Iraq inevitably looms large in the memoirs, published today, of the former American President, George Bush. And Mr Bush might be tempted to regard this as happy timing since, after eight months of political deadlock, Iraq's political leaders finally appear to be on the verge of establishing an administration of national unity.
Yesterday Nouri al-Maliki's Shia bloc entered talks with the Kurdish parties of northern Iraq. Negotiations with the Sunni-backed Iraqiya party of Iyad Allawi are expected to follow later this week. If these talks are successful (and there are still hurdles to be overcome) Iraq's new government will have the support of all three of the country's major power blocs.
Though this would represent progress, Mr Bush, and the other architects of the invasion of Iraq, should be wary of citing these developments as a vindication of the 2003 mission. Violence in Iraq has fallen sharply since 2006-7, when the Sunni and the Shia were locked in a brutal civil war. But Iraq remains an exceptionally dangerous place, as two car bombs targeting Shia pilgrims in Kerbala and Najaf yesterday demonstrated. Al-Qa'ida might have lost the support of the mainstream Sunni community after overplaying its hand three years ago, but it manifestly retains the ability to mount deadly attacks. And for Iraq's religious minorities, circumstances remain as brutal as they were at the height of the civil war. A leader of Iraq's Christians, Athanasios Dawood, called on the entire community to flee the country at the weekend. The Iraqi state, he argued, is simply incapable of protecting them.
This is the crucial point about the present condition of Iraq. While Western leaders such as Mr Bush trumpet Iraq's staging of elections, they ignore the fact that the administrations produced by those polls have been corrupt and dysfunctional. The country's political leaders are regarded by much of the Iraqi population as a bunch of racketeers whose greed is matched in scale only by their incompetence.
A new administration is unlikely to mean any improvement on the governance front. Though a national unity government should reduce the chances of Iraq slipping back into civil war, such a diverse coalition is also likely to move at a glacial pace on every important economic decision regarding Iraq's future.

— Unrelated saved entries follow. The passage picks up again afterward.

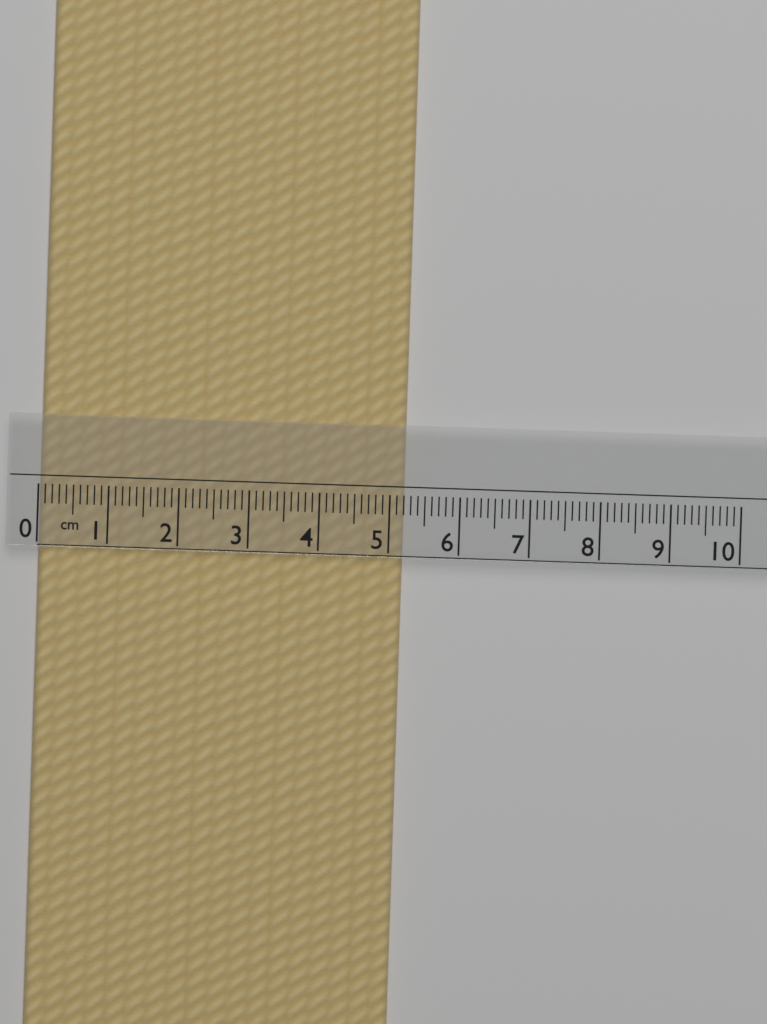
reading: 5.2 cm
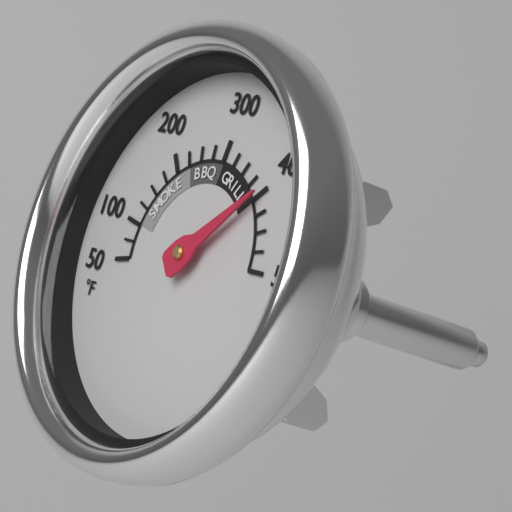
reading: 400 °F
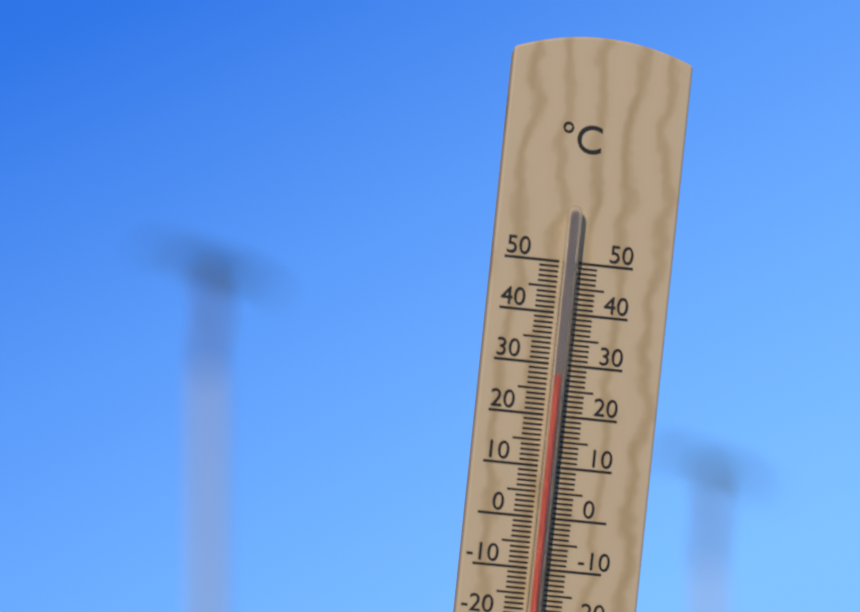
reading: 28 °C
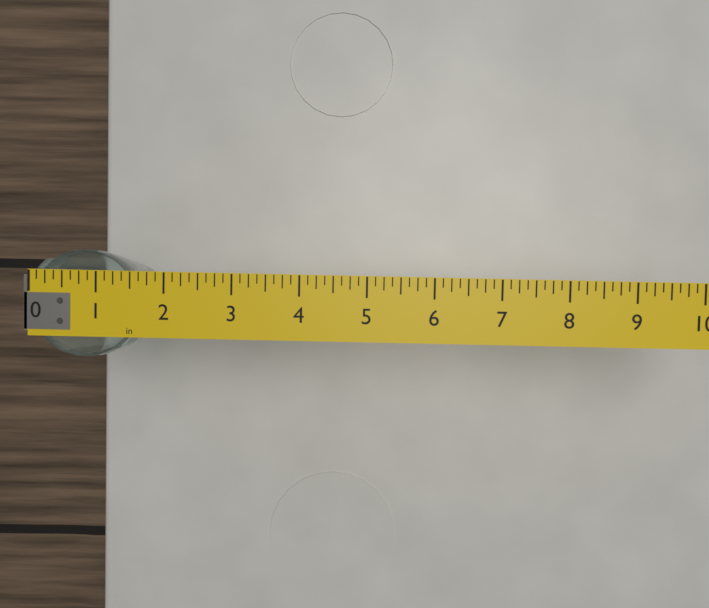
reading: 1.625 in
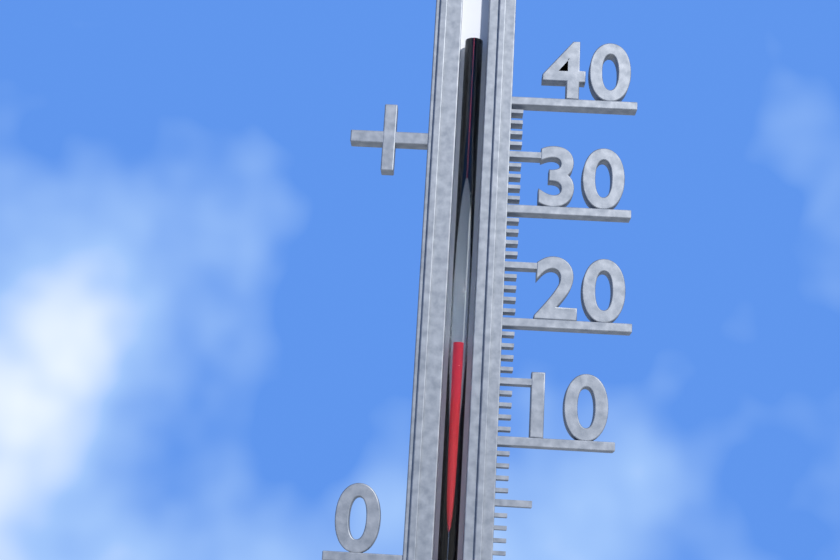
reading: 18 (no unit)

Those politicians who have been handed lesser jobs than they expected are likely to regard themselves as still in opposition, rather than as a part of the government. The deadlock could continue. And there is no reason to expect that the mass plundering of the state's resources by corrupt ministers will now cease.
Another factor that should give supporters of the 2003 invasion pause is that neighbouring powers such as Syria and Iran have more influence in the country than does the US, despite the residual presence of American troops in Iraq. It was Iran that persuaded the cleric, Moqtada al-Sadr, to support his old nemesis, Mr Maliki, thus consolidating the Shia bloc prior to this week's negotiations. And the Syrian President, Bashar al-Assad, appears to have helped to persuade the Allawi political alliance to enter serious talks with Mr Maliki. The Western invasion of Iraq has ended up strengthening the hands of the very regimes that it was designed to undermine.
Iraq remains a broken society, traumatised by sectarian bloodshed and hollowed out by the mass flight of its middle classes. If there are tentative signs that the country is, finally, beginning to right itself, that is not something from which Mr Bush and his fellow neoconservatives should draw any personal sense of vindication.